Without this level of control, AI can unintentionally increase your risk by surfacing files to people who shouldn’t see them or by making it easier to accidentally share sensitive information outside your organization.

AI Is Also Part of the Solution

The same AI capabilities that are making attacks more sophisticated are also making security smarter. Microsoft Security Copilot is one of the most significant developments in this space. It is an AI-powered security tool designed to help IT and security teams do more, faster.

Security Copilot and similar AI-driven tools can help your team:

  • Analyze potential threats in seconds, not hours.
  • Investigate security incidents with AI-assisted context and recommendations.
  • Automate routine response actions to contain threats faster.
  • Reduce the burden on IT teams, who are often stretched thin in SMB environments. 

If you don’t have a large internal IT department, and most growing businesses don’t, this is a meaningful equalizer. You don’t need a 20-person security team to benefit from enterprise-grade threat detection. You need the right tools and the right partner to manage them.

Understanding Zero Trust and Why It Matters for Your Business

One of the biggest shifts in Microsoft’s security approach is the move to a Zero Trust model. 

Never assume trust. Always verify.

Traditional security assumed that once you were inside the network, you were trusted. With Zero Trust, every user, every device, every application, and every data access request is continuously validated, regardless of whether the request is coming from inside your office or across the world.

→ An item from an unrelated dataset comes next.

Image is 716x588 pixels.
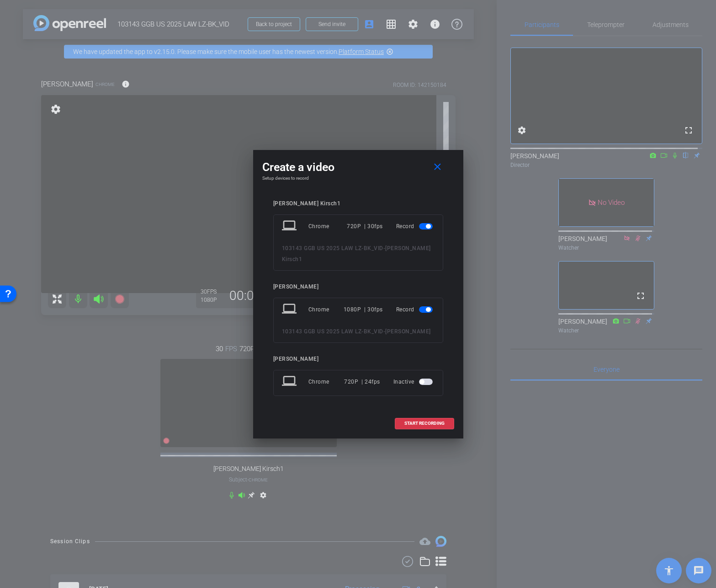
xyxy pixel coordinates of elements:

This might sound complex and expensive. The reality is that many Zero Trust principles are already built into the Microsoft 365 tools you’re likely using. Enabling MFA, setting up conditional access, and monitoring user behavior are all Zero Trust practices. They just need to be activated and configured properly.

This is one of the most impactful things a Managed IT provider can do for a small or medium-sized business: leverage the security capabilities already included in your Microsoft licensing and ensure they’re working for you.

A Checklist for AI-Era Security

Not sure where your business stands? Here’s a checklist to use as a starting point. You don’t need to do everything at once. Knowing where the gaps are is the critical first step.

Why This Matters Right Now

AI is already part of how your business operates and how threats are evolving. Cybercriminals are moving fast, and the gap between companies that take security seriously and those that don’t is growing wider every year.

When you invest in a modern Microsoft 365 security strategy, you’re better positioned to:

  • Protect their data and their customers’ trust.
  • Avoid the financial and operational cost of a breach or ransomware incident.
  • Adopt AI confidently, knowing the right guardrails are in place.
  • Scale their business without adding security risk.

If security isn’t a priority, you’ll find yourself reacting to incidents instead of preventing them. Recovery is always more expensive, more stressful, and more damaging than prevention.

How Centriworks Can Help

Microsoft security in the age of AI isn’t about adding more tools to an already overwhelming pile. It’s about taking a connected, proactive approach to protecting your business, one that brings identity protection, data governance, AI oversight, and threat detection together in a way that works.

At Centriworks, we’ll work with you to simplify your IT, strengthen your Microsoft 365 security posture, and ensure the tools you’re already paying for are working as hard as they should. Whether you’re just starting to explore AI or you’re ready to take your security strategy to the next level, we’re here to make that process straightforward and stress-free.

If your organization is growing its Microsoft environment, adopting AI tools, or simply wondering whether your current security setup is strong enough. Now is the time to have that conversation.

Contact the Centriworks team today. We’d love to help you build a security strategy that keeps your business protected and keeps you focused on what you do best.

We’re ready to help you work smarter.